RCN members can propose initiatives to the Steering Committee. These initiatives have a clear focus, report findings back to the Steering Committee, and follow the guidelines below. The initiatives can be formally organized as interest groups, working groups, consortiums, or other collaborative forms.

To propose an initiative, file an application using the GitHub Issue template.

Areas of Work

RCN members may propose an initiative for a specific Rust adoption or ecosystem maintenance topic. Proposed areas include:

  • Identifying shared challenges in Rust adoption, crate maintenance, supply chain reliability, and ecosystem maintenance
  • Creating high-level frameworks or templates to help others adopt Rust
  • Identifying basic tooling and library needs that affect production users
  • Highlighting projects that are not in the Rust Innovation Lab (RIL) but need more visibility, funding, or engineering time

Operations

Each initiative defines and administers its own organizational form, membership criteria, tiers, and processes. Membership in an RCN initiative does not necessarily require RCN membership.

Membership in the RCN and membership in an RCN initiative are independent. RCN membership does not confer membership, standing, or participation rights in any initiative.

Steering Committee Scope

The RCN Steering Committee reviews initiatives to make sure their work fits the RCN mission. The SC helps initiatives establish the appropriate organizational form (interest group, working group, consortium, etc.) and draft the charters and other governance documents that define how they operate. The SC does not have authority over an initiative's internal processes, membership decisions, leadership selection, technical direction, or public communications.

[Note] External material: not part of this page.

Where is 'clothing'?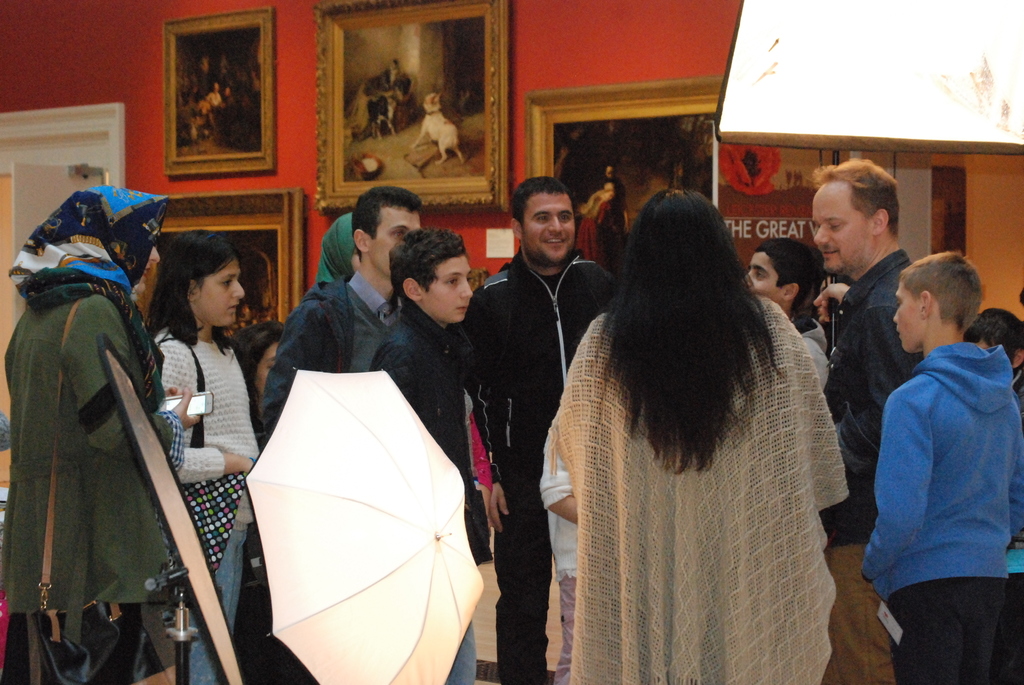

To be clear, "fits the RCN mission" means that the initiative operates within the scope of Rust adoption by commercial, industrial, or organizational users. It does not authorize the SC to require changes to an initiative's scope, priorities, deliverables, publication schedule, or processes in order to remain affiliated with the RCN.

Voting Rights

Only RCN members in good standing may vote in RCN-level elections. Only initiative members may vote in initiative-level decisions, as defined by that initiative's own governance.

Existing Initiatives

Initiatives (consortiums, interest groups, or working groups) that predate the RCN or that maintain their own governance structures retain full authority over their technical outputs, publication decisions, and operational processes. The SC may not condition continued RCN affiliation on changes to an initiative's existing governance, scope, processes, or external relationships, including direct relationships with the Rust Project, standards bodies, or other organizations.

Withdrawal

An RCN-affiliated initiative may withdraw from the RCN at any time by written notice from that initiative's leadership to the RCN Steering Committee. Upon withdrawal, the initiative retains its existing governance structures, membership, repositories, branding, and intellectual property. Withdrawal does not require SC approval. Former RCN-affiliated initiatives are welcome to seek re-affiliation in the future.